Tralalalama · 20/10/2025 23:21

Okay I’m surprised.

I would risk my own mental health over the life of my baby any day of the week

and I say this as someone who prayed and bartered everything in my gift with god that my baby would survive while I was being put to sleep.

If I was asked to choose now....I am not sure I could.

Losing a child but me being there for my other children versus me having a truly traumatic experience and me being so mentally damaged I wanted to take my own life. Sophies Choice isnt it?

ETA that I say that as a woman who has done both. You have done neither of those things so I am sure that you can understand that I dont take your assertions as fact. Its rather like when childless people assert how they will parent. Its easy to say what one would do in a particular situation, safe in the knowledge that one will never be in that situation.

everychildmatters · 21/10/2025 08:00

@Tralalalama Stop telling other women how they should or shouldn't feel after trauma and/or loss.

OP posts:
ThisTaupeZebra · 21/10/2025 08:13

Paaseitjes · 20/10/2025 10:07

Home births are the default option where I live, and we have a much lower infant and maternal mortality rate than the UK. They have a much more see how it goes attitude than the UK: you start at home then move to the hospital if there is anything that worries the midwife or if you want stronger pain killers or have a bad feeling. Only 10% of first babies are actually born at home in the end, but about 50% of subsequent babies are.
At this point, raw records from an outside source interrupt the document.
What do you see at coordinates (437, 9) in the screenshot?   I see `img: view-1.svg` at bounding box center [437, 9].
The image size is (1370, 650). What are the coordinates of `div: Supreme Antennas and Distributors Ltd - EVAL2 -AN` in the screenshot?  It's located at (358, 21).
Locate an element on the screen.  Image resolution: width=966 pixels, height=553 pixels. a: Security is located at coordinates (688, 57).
It means far fewer interventions and generally better outcomes for everyone, partly because everyone is less stressed. Maternity care in the UK in the UK is just awful wherever you give birth

This is really interesting. Denmark I assume?
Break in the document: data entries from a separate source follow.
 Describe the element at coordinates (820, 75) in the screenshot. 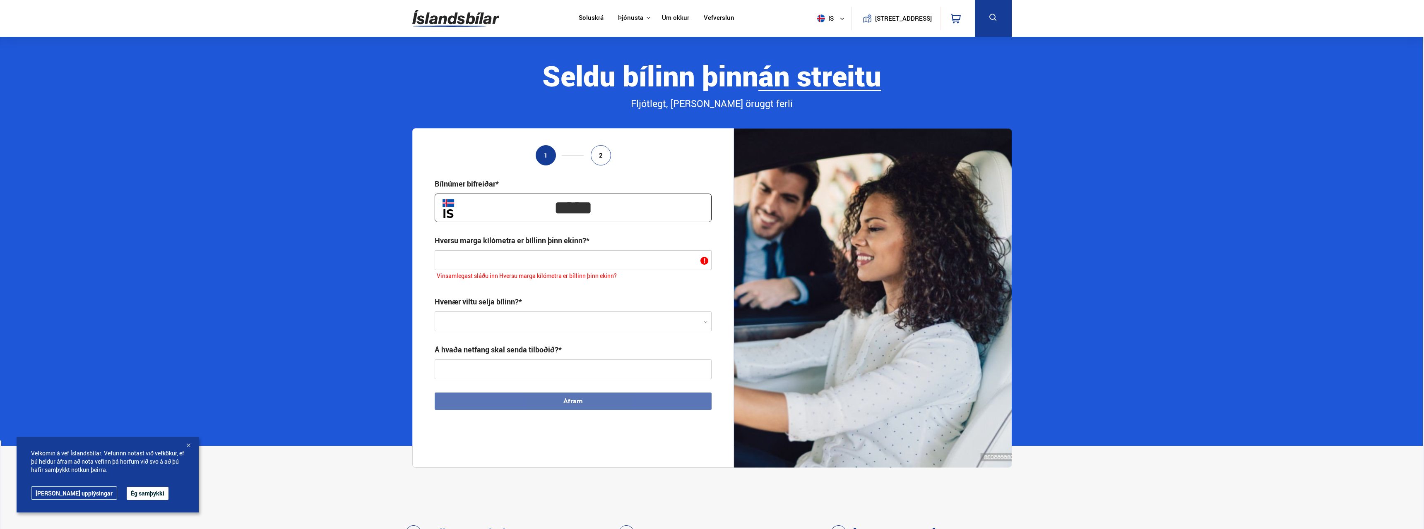

I see `b: án streitu` at that location.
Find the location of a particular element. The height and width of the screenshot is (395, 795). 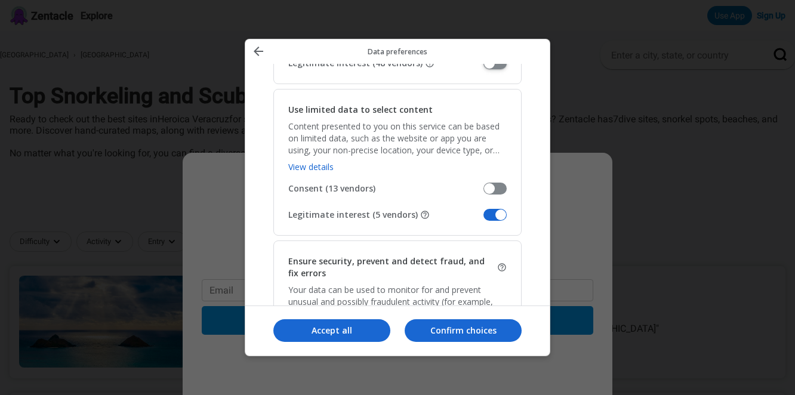

button: Confirm choices is located at coordinates (463, 331).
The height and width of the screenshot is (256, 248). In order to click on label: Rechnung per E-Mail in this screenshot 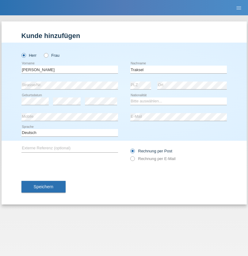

I was aware home birth was the norm but wasn't aware that only 10% of first births actually happened at home. So in other words, midwifes don't make you 'stick to your birth plan' or use being 'low risk' as an excuse to not facilitate interventions as it becomes clear they may be necessary. And they actually provide support in early labour.

Midwives in the UK, in hospitals anyway, are actively hostile to both those points ime. And hugely defensive when challenged.

everychildmatters · 21/10/2025 08:50

@ThisTaupeZebra In my experience they don't, especially as if something starts to happen which could potentially have been indicative of hospital transfer being required, they would be under the spotlight (quite rightly). Much closer monitoring than in hospital and dedicated minimum of one midwife at all times (two in established labour) which of course can't be provided on the NHS as funding simply wouldn't stretch.
My IM was with me throughout - my husband called her on my first contraction (first time dad so was surprised my third labour took from one evening until the next morning!) and she was there within minutes until about midday the next morning and once my baby was settled. The second IM was there when first IM knew labour was established until after delivery too. My main IM then came out to see us that same evening and then every day for about a week afterwards. I have never felt so well-supported.

OP posts:
DEAROP · 21/10/2025 08:53

Usually, if a group of employees are reluctant to escalate or refer care onwards, it is because they feel they'll be punished for doing so. They found this to be the case in aviation, too.

ThisTaupeZebra · 21/10/2025 10:22

everychildmatters · 21/10/2025 08:50

@ThisTaupeZebra In my experience they don't, especially as if something starts to happen which could potentially have been indicative of hospital transfer being required, they would be under the spotlight (quite rightly). Much closer monitoring than in hospital and dedicated minimum of one midwife at all times (two in established labour) which of course can't be provided on the NHS as funding simply wouldn't stretch.
My IM was with me throughout - my husband called her on my first contraction (first time dad so was surprised my third labour took from one evening until the next morning!) and she was there within minutes until about midday the next morning and once my baby was settled. The second IM was there when first IM knew labour was established until after delivery too. My main IM then came out to see us that same evening and then every day for about a week afterwards. I have never felt so well-supported.

Edited

The problem with this thread, OP, is that it berates women for not perceiving risk correctly, which is exactly what a lot of the anti-home birth/anti-choice rhetoric berates women for too. That is why this thread was ill-advised.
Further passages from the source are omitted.